Careers Support Helps Business and Unemployed Alike

After examining projects where businesses have successfully helped the unemployed get back to work, researchers from the University of Derby’s International Centre for Guidance Studies (iCeGS) claim both can benefit from engaging with careers guidance services

After examining projects where businesses have successfully helped the unemployed get back to work, researchers from the University of Derby’s International Centre for Guidance Studies (iCeGS) claim both can benefit from engaging with careers guidance services.

The recent report, entitled Tackling Unemployment, Supporting Business and Developing Careers was requested by the UK Commission for Employment and Skills (UKCES), and carried out along with researchers at Leeds Metropolitan University’s Policy Research Institute.

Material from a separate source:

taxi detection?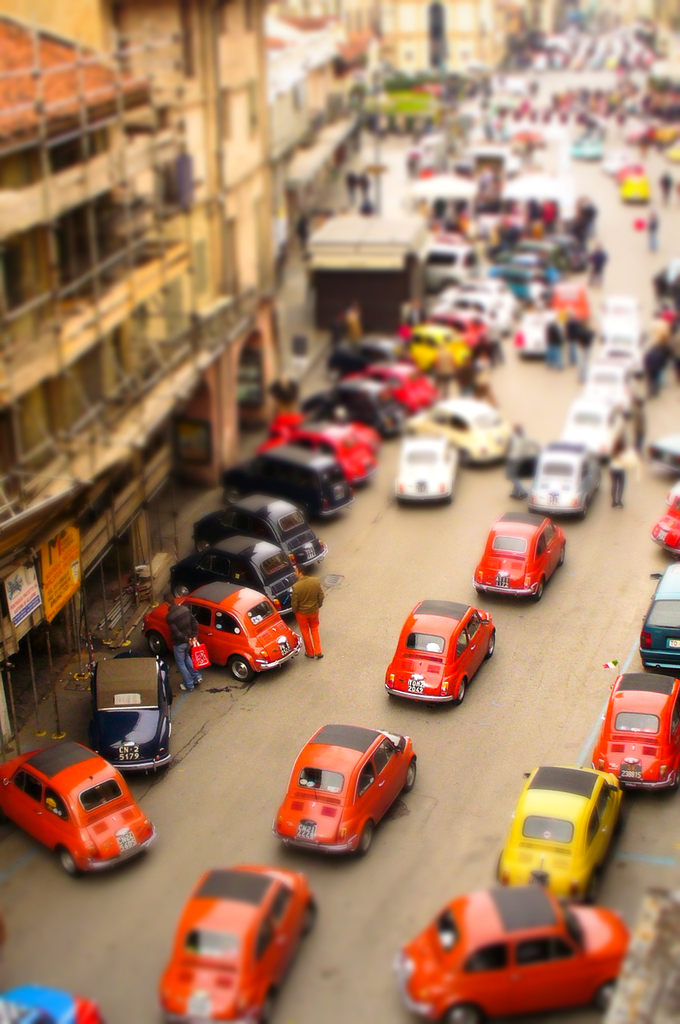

It includes case studies demonstrating how seven UK employers, including Morrisons Supermarkets, BUPA, Barclaycard and Arla Foods, have engaged with career development intermediaries to the benefit of their business, whilst recruiting jobseekers.

The report’s companion publication, Developing Business, Developing Careers: How and Why Employers are Supporting the Career Development of Their Employees, describes how partnership is often key to business success.

Dr Tristram Hooley, a researcher within iCeGS said: “The businesses we looked at have linked-up with a wide range of career guidance providers including education providers, trade unions, social enterprises, Jobcentre Plus and the National Careers Service. By working with these organisations to support careers, the businesses themselves have all experienced tangible benefits.”

For example, through their partnership with the social enterprise, Create, which prepares the unemployed for entry into the retail sector, Morrisons Supermarkets are offering newly created job opportunities to unemployed people, including the chance to learn craft skills such as butchery, baking and fishmongery.

This partnership helped to ensure that more than half of the 200-plus workforce recruited at the supermarket’s new Salford store were previously unemployed.

Norman Pickavace, Group HR Director, said: “For us, this kind of engagement is win-win, people get jobs, regeneration receives a boost and we get the commercial benefits of being part of a valued community.”

Dr Hooley added: “Through this report we hope to have illustrated how a range of different businesses have used career development approaches and experienced tangible benefits; such as solving skills shortages, recruiting the right people, and growing a responsible brand.

“We hope many more businesses will take on board the potential benefits of careers guidance and development in light of the study.”